Medical School Recommendation Letters
What do medical school admissions officers look for when reviewing medical school recommendation letters? Not necessarily what you’d expect. Above all, admissions officers ask themselves this one central question:
If I were sick, would this person be someone I’d want to care for me as my physician?
It’s such a simple, pivotal question, but you’d be surprised how many letters of recommendation, however glowing, fail to answer it. Obviously, this isn’t the sole concern: medical school admissions officers also look for evidence of perseverance, even transformation, and they also pay careful attention to how passionately the recommender writes about the candidate. But if a medical school recommendation letter should do anything, it should make the reader want you as their doctor.
The AAMC Wants More Than Just Your MCATs
Medical school admissions officers look for evidence of genuine empathy in candidates for admission.

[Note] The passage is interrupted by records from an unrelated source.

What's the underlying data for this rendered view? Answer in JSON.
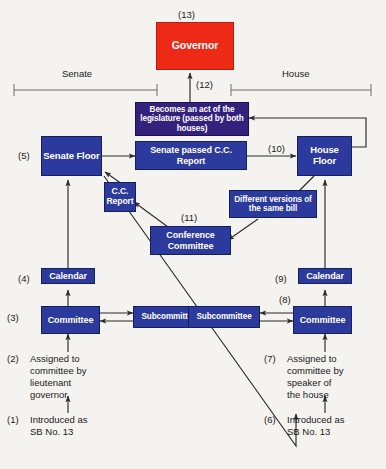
{
  "diagram": {
    "background_color": "#f4f3ef",
    "colors": {
      "blue": "#2b3a9c",
      "purple": "#33217e",
      "red": "#ee2a16",
      "line": "#2b2b2b",
      "bracket": "#6d6d6d",
      "text": "#1a1a1a"
    },
    "brackets": [
      {
        "id": "senate",
        "label": "Senate"
      },
      {
        "id": "house",
        "label": "House"
      }
    ],
    "nodes": {
      "governor": {
        "label": "Governor",
        "number": "(13)",
        "color": "red"
      },
      "becomes_act": {
        "label": "Becomes an act\nof the legislature\n(passed by both houses)",
        "number": "(12)",
        "color": "purple"
      },
      "senate_floor": {
        "label": "Senate\nFloor",
        "number": "(5)",
        "color": "blue"
      },
      "senate_passed": {
        "label": "Senate passed\nC.C. Report",
        "number": "",
        "color": "blue"
      },
      "house_floor": {
        "label": "House\nFloor",
        "number": "(10)",
        "color": "blue"
      },
      "cc_report": {
        "label": "C.C.\nReport",
        "number": "",
        "color": "blue"
      },
      "conference_committee": {
        "label": "Conference\nCommittee",
        "number": "(11)",
        "color": "blue"
      },
      "different_versions": {
        "label": "Different versions\nof the same bill",
        "number": "",
        "color": "blue"
      },
      "senate_calendar": {
        "label": "Calendar",
        "number": "(4)",
        "color": "blue"
      },
      "senate_committee": {
        "label": "Committee",
        "number": "(3)",
        "color": "blue"
      },
      "senate_subcommittee": {
        "label": "Subcommittee",
        "number": "",
        "color": "blue"
      },
      "house_calendar": {
        "label": "Calendar",
        "number": "(9)",
        "color": "blue"
      },
      "house_committee": {
        "label": "Committee",
        "number": "(8)",
        "color": "blue"
      },
      "house_subcommittee": {
        "label": "Subcommittee",
        "number": "",
        "color": "blue"
      }
    },
    "captions": {
      "senate_assigned": {
        "number": "(2)",
        "text": "Assigned to\ncommittee by\nlieutenant\ngovernor"
      },
      "senate_introduced": {
        "number": "(1)",
        "text": "Introduced as\nSB No. 13"
      },
      "house_assigned": {
        "number": "(7)",
        "text": "Assigned to\ncommittee by\nspeaker of\nthe house"
      },
      "house_introduced": {
        "number": "(6)",
        "text": "Introduced as\nSB No. 13"
      }
    }
  }
}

And, no, volunteering for countless hours at a hospital does not in itself convey genuine empathy. It’s easy to see that as an attempt to impress upon an admissions officer that you’re a good person.

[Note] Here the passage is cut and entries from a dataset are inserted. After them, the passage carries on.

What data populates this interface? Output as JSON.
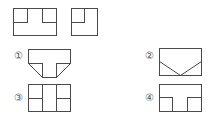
{
  "given_views": [
    {
      "name": "front-view"
    },
    {
      "name": "side-view"
    }
  ],
  "options": [
    {
      "label": "①"
    },
    {
      "label": "②"
    },
    {
      "label": "③"
    },
    {
      "label": "④"
    }
  ],
  "colors": {
    "line": "#4a4a4a",
    "label": "#555555",
    "background": "#ffffff"
  }
}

As Ilana Kowarski writes in a “US News & World Report” piece about med school recommendation letters:
“In some cases, [Dr. Stephen] Nicholas, [senior associate dean for admissions and chairman of the committee on admissions with the Columbia University College of Physicians and Surgeons], says, an outstanding recommendation letter can make an admissions officer reconsider an applicant. For instance, he says, a letter that described an applicant’s extraordinary leadership activities in public health organizations caused him to take a second look, despite the applicant’s lower grades and test scores than typically expected at Columbia.
Nicholas says admissions officers can tell when a letter is written out of a sense of obligation and not written with conviction, and he says that a recommendation letter written with feeling is the only kind that is compelling. ‘You develop an ear for authenticity,’ he says. ‘You know it when you hear it.'”

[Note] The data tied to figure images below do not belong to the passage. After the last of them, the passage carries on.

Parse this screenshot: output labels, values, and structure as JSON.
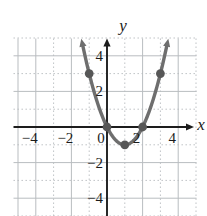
{
  "figure": {
    "colors": {
      "axis": "#1d1d1d",
      "grid": "#b9bdc0",
      "curve": "#6e6e6e",
      "point": "#575757",
      "label": "#1b1b1b",
      "background": "#ffffff"
    }
  },
  "chart_data": {
    "type": "line",
    "title": "",
    "xlabel": "x",
    "ylabel": "y",
    "xlim": [
      -5,
      5
    ],
    "ylim": [
      -5,
      5
    ],
    "grid": "on",
    "grid_step": 1,
    "major_grid_step": 2,
    "x_ticks": [
      {
        "value": -4,
        "label": "−4"
      },
      {
        "value": -2,
        "label": "−2"
      },
      {
        "value": 0,
        "label": "0"
      },
      {
        "value": 2,
        "label": "2"
      },
      {
        "value": 4,
        "label": "4"
      }
    ],
    "y_ticks": [
      {
        "value": 4,
        "label": "4"
      },
      {
        "value": 2,
        "label": "2"
      },
      {
        "value": -2,
        "label": "−2"
      },
      {
        "value": -4,
        "label": "−4"
      }
    ],
    "curve": {
      "kind": "parabola",
      "vertex": [
        1,
        -1
      ],
      "leading_coefficient": 1,
      "x_drawn_range": [
        -1.35,
        3.35
      ],
      "arrow_ends": true
    },
    "marked_points": [
      [
        -1,
        3
      ],
      [
        0,
        0
      ],
      [
        1,
        -1
      ],
      [
        2,
        0
      ],
      [
        3,
        3
      ]
    ],
    "axis_arrows": {
      "x_axis": "right",
      "y_axis": "top"
    }
  }
}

Med School Recommendation Letters Need to Demonstrate Passion
Getting through four years of medical school followed by residency and fellowship calls for perseverance. And medical school admissions officers want to know that they’re admitting people who truly want to be doctors for the right reasons — not just because their parents are physicians or because they think the profession is prestigious.
That’s why, as the “US News & World Report” article correctly and astutely points out, so many medical school admissions officers love med school applicants who’ve studied non-science subjects — because it shows that these students chose medicine willingly and deliberately over other areas of study. Medicine didn’t choose them because, say, their parents insisted it was the only honorable profession. Know any of those parents? We do.
It may seem counterintuitive, but sometimes the best way to get into a top school for a hard science profession is by showing your soft side.